I won't overwork the parallels with my own embarrassment upon seeing Britain lurch into a post-Brexit world--the violence and ignorance of people's actions and discourse over the last few months easily speak for themselves--other than to observe that it's in everyone's language that we have failed to give a proper account of the crisis we are in. The words we use have not been up to the task of explaining first of all the crux of the plebiscite and secondly the outlook once the referendum had taken place. My embarrassment stems in part from observing this linguistic failure: it's there in the Labour party's inability to confront the government over its abdication of political duty, but it also exists online, in our collective inability to measure the extent of our decision. Why has there been almost no discussion of the cultural impact Britain faces in hiding itself away from others, in protecting itself from contact? Why did we not hear a positive argument about the European Union, which might have touched on anything from art to sexual relationships, and how they make our lives sing better and louder?

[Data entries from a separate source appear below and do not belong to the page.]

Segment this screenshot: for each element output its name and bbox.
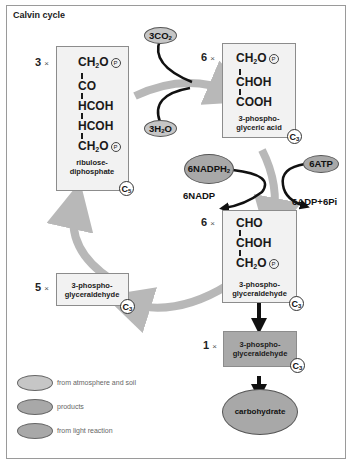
- carbohydrate-ellipse: carbohydrate: [222, 389, 298, 435]
- pga-formula: CH2OP CHOH COOH: [236, 52, 279, 108]
- g3p-output-multiplier: 1 ×: [203, 339, 217, 351]
- nadp-output-label: 6NADP: [183, 190, 215, 201]
- g3p-output-name: 3-phospho-glyceraldehyde: [226, 340, 294, 358]
- nadph-ellipse: 6NADPH2: [184, 154, 234, 184]
- legend-label-light-reaction: from light reaction: [57, 427, 113, 434]
- g3p-main-multiplier: 6 ×: [201, 216, 215, 228]
- adp-output-label: 6ADP+6Pi: [292, 196, 337, 207]
- g3p-output-carbon-badge: C3: [290, 358, 305, 373]
- h2o-curve: [158, 88, 190, 122]
- rubp-carbon-badge: C5: [119, 181, 134, 196]
- rubp-formula: CH2OP CO HCOH HCOH CH2OP: [78, 56, 121, 156]
- g3p-main-carbon-badge: C3: [289, 296, 304, 311]
- pga-carbon-badge: C3: [287, 129, 302, 144]
- h2o-ellipse: 3H2O: [144, 120, 177, 137]
- legend-swatch-atmosphere: [17, 375, 53, 391]
- atp-ellipse: 6ATP: [303, 155, 339, 173]
- legend-label-atmosphere: from atmosphere and soil: [57, 379, 136, 386]
- legend-label-products: products: [57, 403, 84, 410]
- cycle-arrows: [0, 0, 351, 464]
- g3p-recycle-carbon-badge: C3: [120, 299, 135, 314]
- arrow-recycle-to-rubp: [73, 205, 112, 280]
- g3p-main-formula: CHO CHOH CH2OP: [236, 217, 279, 273]
- legend-swatch-products: [17, 399, 53, 415]
- g3p-recycle-multiplier: 5 ×: [35, 281, 49, 293]
- co2-curve: [158, 40, 192, 82]
- arrow-g3p-to-recycle: [127, 285, 228, 308]
- pga-multiplier: 6 ×: [201, 51, 215, 63]
- g3p-main-name: 3-phospho-glyceraldehyde: [226, 280, 293, 298]
- pga-name: 3-phospho-glyceric acid: [226, 114, 292, 132]
- g3p-recycle-name: 3-phospho-glyceraldehyde: [58, 281, 126, 299]
- rubp-name: ribulose-diphosphate: [60, 158, 124, 176]
- co2-ellipse: 3CO2: [144, 27, 177, 44]
- rubp-multiplier: 3 ×: [35, 56, 49, 68]
- legend-swatch-light-reaction: [17, 423, 53, 439]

Embarrassment derives, also, from a misunderstanding of scale. Emma, at Box Hill, fails to understand the dimensions of her gaffe; does not measure, either, the chasm between her and Miss Bates. Britain's woeful misunderstanding of its place in the world, and the language used to lament and decry its loss of prospects or indeed to vaunt its powers by people on both sides of this ridiculous debate, have caused consternation so damaging to my constitution that I will quite likely die of it before November.

Even a country that pretty much invented the notion of embarrassment can have too much of it. I have friends who cannot watch cringe comedy, who duck behind the sofa during the worst, most acutely truthful and painful scenes in Nighty Night. But everyone is now being forced to watch these scenes play out, our eyes taped open like the protagonist's in A Clockwork Orange, except instead of watching scenes of brutality we're witnessing Britain repeatedly falling on its bloated arse while actual existences are in jeopardy. How much more can we take?